The birth of a baby is a joyous occasion, even in war time. I don’t know if it is a specific Jewish tradition, but I know it is a Dutch one, that the birth of a child is announced in the newspapers. As did Harry’s parents, Willy and Rose, when he was born on October 20,1942 in Amsterdam . They didn’t know though that he would not celebrate his 1st birthday. He was murdered in Auschwitz on September 3,1943.
Not much is known about Harry, how could that be he was only 10 months old when he was murdered. However I came across a story which mentions him, and a picture of Harry and his grandfather.

Frome the book “Op de foto in oorlogstijd. Studio Wolff, 1943″(In the photograph during war time, Studio Wolff) by Tamara Becker en An Huitzing
“Saturday 17 April was a warm and sunny day. Annemie had four clients. Greta Engers-Neustadt only had to cross the Noorder Amstellaan diagonally to reach Annemie. Ten days later, Greta’s daughter Rose would visit Annemie with her five-month-old son Harry. Greta was German, her husband Freerk came from Groningen. Freerk traded in foodstuffs; since February 1943 he was an employee of the rabbinate of the Dutch-Israeli Main Synagogue. Before Greta and Freerk came to Amsterdam, they lived in Osnabrück, where their children Rose, Horst and Heinz were born. Horst had emigrated to Palestine in 1934. Heinz had left for Amsterdam in the same year; he had moved to Noorder Amstellaan and worked as a salesman for a chemical factory. In 1936 he married Dora Pfingst, whom he knew from Osnabrück. Dora’s father Heinrich was a textile merchant, her mother had died in 1936. Four of Heinrich’s children left for the United States and one for Palestine. Because Heinrich could not get the papers for the US, he came to his daughter Dora and her husband Heinz Engers in 1939, hoping to emigrate from Amsterdam after all.[i]
Greta and Freerk had meanwhile come to Amsterdam with their daughter Rose in 1936; she also moved in with Heinz and Dora on the Noorder Amstellaan. Heinz and Dora later moved with their son and Dora’s father Heinrich to the Volkerakstraat, while Greta, Freerk and Rose remained on the Noorder Amstellaan. Rose worked as a costume seamstress. In 1941 she married Willy van der Hak; in October 1942 their son Harry was born. Willy’s also had a German mother and a Groningen father. Willy, his father Levie and his brother were metal traders. Willy’s family also settled in Amsterdam in the late 1930s, early 1940s. They were all deported and murdered with their families. Heinz, Dora and their son were arrested in 1942; Dora’s father in 1943.
Annemie took a series of portrait photos of Greta Engers-Neustadt on April 17, one of which could serve as a passport photo. On April 28, she would take a large series of photos of Rose as a proud mother with Harry on her arm and of little Harry separately. On June 17, 1943, Annemie would photograph Harry again, more or less sitting in his pram. The wind was blowing hard, Harry’s crest was blowing in all directions. That the pram stood where the RAI is now, can be seen in a photo in which Harry is lifted high into the air by an older man, presumably his paternal grandfather, Levie van der Hak. His maternal grandparents, Freerk and Greta Engers, were arrested at the end of May. They were murdered in Sobibor on July 23, 1943. Willy, Rose and Harry van der Hak, together with Willy’s parents, were arrested three days after the photos were taken in June, on the radiant June 20 when a large raid was held in Amsterdam. -South and East. The same day they arrived in Westerbork. Willy’s parents, aged 73 and 77, were murdered in Sobibor on July 2. Willy, Rose and Harry lived in Westerbork in barrack 57 for another two months, until they were deported with a thousand people to Auschwitz on 31 August of that year – Queen’s Day. Harry van der Hak was murdered before his first birthday.”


> **EXERCISE DESCRIPTION**: Every record needs to be restated word for word.

(Items from a figure collection)
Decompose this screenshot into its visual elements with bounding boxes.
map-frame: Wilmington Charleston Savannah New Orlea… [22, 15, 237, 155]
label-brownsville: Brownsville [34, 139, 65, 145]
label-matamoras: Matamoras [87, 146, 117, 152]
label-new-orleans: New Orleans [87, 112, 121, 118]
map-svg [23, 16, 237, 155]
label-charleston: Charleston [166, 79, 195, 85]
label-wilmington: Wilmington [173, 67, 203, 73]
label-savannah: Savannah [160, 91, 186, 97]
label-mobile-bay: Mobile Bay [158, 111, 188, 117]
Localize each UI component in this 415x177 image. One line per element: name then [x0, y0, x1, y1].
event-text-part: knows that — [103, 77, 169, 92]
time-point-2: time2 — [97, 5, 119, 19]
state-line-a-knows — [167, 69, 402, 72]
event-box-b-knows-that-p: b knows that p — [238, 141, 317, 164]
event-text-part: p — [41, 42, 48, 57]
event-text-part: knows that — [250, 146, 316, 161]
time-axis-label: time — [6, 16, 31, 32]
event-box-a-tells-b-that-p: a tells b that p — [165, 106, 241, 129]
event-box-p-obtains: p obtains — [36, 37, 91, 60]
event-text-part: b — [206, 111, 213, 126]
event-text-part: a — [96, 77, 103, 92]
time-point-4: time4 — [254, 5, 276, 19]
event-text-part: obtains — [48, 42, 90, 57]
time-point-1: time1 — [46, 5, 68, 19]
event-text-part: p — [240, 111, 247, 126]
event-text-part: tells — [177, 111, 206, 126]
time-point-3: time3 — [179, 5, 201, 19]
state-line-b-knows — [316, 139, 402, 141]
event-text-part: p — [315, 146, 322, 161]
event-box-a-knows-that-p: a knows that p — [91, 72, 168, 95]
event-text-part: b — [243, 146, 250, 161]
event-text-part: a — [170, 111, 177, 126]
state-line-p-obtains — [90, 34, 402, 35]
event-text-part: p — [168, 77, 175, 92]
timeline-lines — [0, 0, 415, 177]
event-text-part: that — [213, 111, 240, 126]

> **THE ANSWER**:
Decompose this screenshot into its visual elements with bounding boxes.
map-frame: Wilmington Charleston Savannah New Orlea… [22, 15, 237, 155]
label-brownsville: Brownsville [34, 139, 65, 145]
label-matamoras: Matamoras [87, 146, 117, 152]
label-new-orleans: New Orleans [87, 112, 121, 118]
map-svg [23, 16, 237, 155]
label-charleston: Charleston [166, 79, 195, 85]
label-wilmington: Wilmington [173, 67, 203, 73]
label-savannah: Savannah [160, 91, 186, 97]
label-mobile-bay: Mobile Bay [158, 111, 188, 117]
Localize each UI component in this 415x177 image. One line per element: name then [x0, y0, x1, y1].
event-text-part: knows that — [103, 77, 169, 92]
time-point-2: time2 — [97, 5, 119, 19]
state-line-a-knows — [167, 69, 402, 72]
event-box-b-knows-that-p: b knows that p — [238, 141, 317, 164]
event-text-part: p — [41, 42, 48, 57]
event-text-part: knows that — [250, 146, 316, 161]
time-axis-label: time — [6, 16, 31, 32]
event-box-a-tells-b-that-p: a tells b that p — [165, 106, 241, 129]
event-box-p-obtains: p obtains — [36, 37, 91, 60]
event-text-part: b — [206, 111, 213, 126]
event-text-part: a — [96, 77, 103, 92]
time-point-4: time4 — [254, 5, 276, 19]
event-text-part: obtains — [48, 42, 90, 57]
time-point-1: time1 — [46, 5, 68, 19]
event-text-part: p — [240, 111, 247, 126]
event-text-part: tells — [177, 111, 206, 126]
time-point-3: time3 — [179, 5, 201, 19]
state-line-b-knows — [316, 139, 402, 141]
event-text-part: p — [315, 146, 322, 161]
event-box-a-knows-that-p: a knows that p — [91, 72, 168, 95]
event-text-part: b — [243, 146, 250, 161]
event-text-part: a — [170, 111, 177, 126]
state-line-p-obtains — [90, 34, 402, 35]
event-text-part: p — [168, 77, 175, 92]
timeline-lines — [0, 0, 415, 177]
event-text-part: that — [213, 111, 240, 126]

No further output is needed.